U.S. representative and civil rights leader diagnosed with cancer
CGTN

U.S. representative and civil rights leader John Lewis will be undergoing treatment for stage IV pancreatic cancer.

"I have been in some kind of fight -- for freedom, equality, basic human rights -- for nearly my entire life. I have never faced a fight quite like the one I have now," he said in a statement.

The 79-year-old Lewis, a Democrat, who has represented Georgia’s Fifth Congressional District since 1987, is an icon of the civil rights movement.

Having grown up during the era of segregation, he joined the Freedom Riders in 1961. 
The Freedom Riders were a group of white and African American civil rights activists who rode interstate buses into the American South to protest racially-segregated public buses. 

In 1963, Lewis was one of the youngest leaders who spoke at the March on Washington. This is also where Dr. Martin Luther King Jr. gave his iconic “I Have a Dream" speech.

In 1965, Lewis participated in the 80 kilometer march from Selma to Montgomery, the state capital of Alabama, to raise awareness for African American voters’ rights. (Para7) The brutal events that day became known as "Bloody Sunday."
After crossing the Edmund Pettus Bridge in Selma, scores of marchers were beaten by armed state troopers. Lewis received a fractured skull. 

Singing "We Shall Overcome," President Barack Obama, fourth from left, walks holding hands with Amelia Boynton, who was beaten during "Bloody Sunday," as they and the first family and others including Rep. John Lewis, D-Ga, left of Obama, walk across the Edmund Pettus Bridge in Selma, Ala., for the 50th anniversary of “Bloody Sunday," a landmark event of the civil rights movement, Saturday, March 7, 2015. From left are Sasha Obama, first lady Michelle Obama, Rep. John Lewis, D-Ga., the president, and Boynton, and Adelaide Sanford, also in wheelchair. At far right is Laura Bush. (AP Photo/Jacquelyn Martin)

Singing "We Shall Overcome," President Barack Obama, fourth from left, walks holding hands with Amelia Boynton, who was beaten during "Bloody Sunday," as they and the first family and others including Rep. John Lewis, D-Ga, left of Obama, walk across the Edmund Pettus Bridge in Selma, Ala., for the 50th anniversary of “Bloody Sunday," a landmark event of the civil rights movement, Saturday, March 7, 2015. From left are Sasha Obama, first lady Michelle Obama, Rep. John Lewis, D-Ga., the president, and Boynton, and Adelaide Sanford, also in wheelchair. At far right is Laura Bush. (AP Photo/Jacquelyn Martin)

More recently in 2016, Lewis led a sit-in on the floor of the House of Representatives, after a mass shooting in Orlando, Florida in June. Lewis and 40 other House Democrats wanted Congress to take legislative action toward gun control in the U.S..

Lewis is also a frequent critic of President Donald Trump, having boycotted his 2017 inauguration.

He has been the recipient of numerous honors and awards, one of them the Presidential Medal of Freedom, the U.S.’s highest civilian honor.

President Barack Obama awarded Lewis the medal in 2011 for his work in the civil rights movement.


:: Problem to solve ::
The records below are to be reproduced exactly, with every picture left out.

(Records from a collection)
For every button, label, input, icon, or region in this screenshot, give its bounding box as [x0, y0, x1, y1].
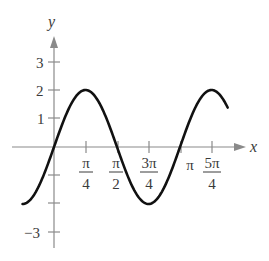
y-tick-label-2: 2	[36, 83, 44, 99]
x-axis-label: x	[249, 138, 257, 155]
x-tick-label-5pi-over-4: 5π 4	[203, 155, 221, 192]
svg-text:π: π	[112, 155, 120, 171]
svg-text:4: 4	[82, 176, 90, 192]
svg-text:3π: 3π	[141, 155, 157, 171]
svg-text:π: π	[82, 155, 90, 171]
y-axis-arrow-icon	[50, 36, 58, 48]
y-tick-label-3: 3	[36, 55, 44, 71]
svg-text:2: 2	[112, 176, 120, 192]
svg-text:4: 4	[208, 176, 216, 192]
svg-text:4: 4	[145, 176, 153, 192]
chart: x y 3 2 1 −3 π 4 π 2 3π 4 π 5π 4	[0, 0, 269, 261]
x-tick-label-pi: π	[186, 157, 194, 173]
y-axis-label: y	[46, 13, 56, 31]
svg-text:5π: 5π	[204, 155, 220, 171]
x-axis-arrow-icon	[234, 143, 246, 151]
x-tick-label-3pi-over-4: 3π 4	[140, 155, 158, 192]
y-tick-label-neg3: −3	[24, 225, 40, 241]
y-tick-label-1: 1	[37, 111, 45, 127]
x-tick-label-pi-over-4: π 4	[79, 155, 93, 192]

:: Output of the exercise ::
For every button, label, input, icon, or region in this screenshot, give its bounding box as [x0, y0, x1, y1].
y-tick-label-2: 2	[36, 83, 44, 99]
x-axis-label: x	[249, 138, 257, 155]
x-tick-label-5pi-over-4: 5π 4	[203, 155, 221, 192]
svg-text:π: π	[112, 155, 120, 171]
svg-text:4: 4	[82, 176, 90, 192]
svg-text:3π: 3π	[141, 155, 157, 171]
svg-text:π: π	[82, 155, 90, 171]
y-axis-arrow-icon	[50, 36, 58, 48]
y-tick-label-3: 3	[36, 55, 44, 71]
svg-text:2: 2	[112, 176, 120, 192]
svg-text:4: 4	[208, 176, 216, 192]
svg-text:4: 4	[145, 176, 153, 192]
chart: x y 3 2 1 −3 π 4 π 2 3π 4 π 5π 4	[0, 0, 269, 261]
x-tick-label-pi: π	[186, 157, 194, 173]
y-axis-label: y	[46, 13, 56, 31]
svg-text:5π: 5π	[204, 155, 220, 171]
x-axis-arrow-icon	[234, 143, 246, 151]
x-tick-label-3pi-over-4: 3π 4	[140, 155, 158, 192]
y-tick-label-neg3: −3	[24, 225, 40, 241]
y-tick-label-1: 1	[37, 111, 45, 127]
x-tick-label-pi-over-4: π 4	[79, 155, 93, 192]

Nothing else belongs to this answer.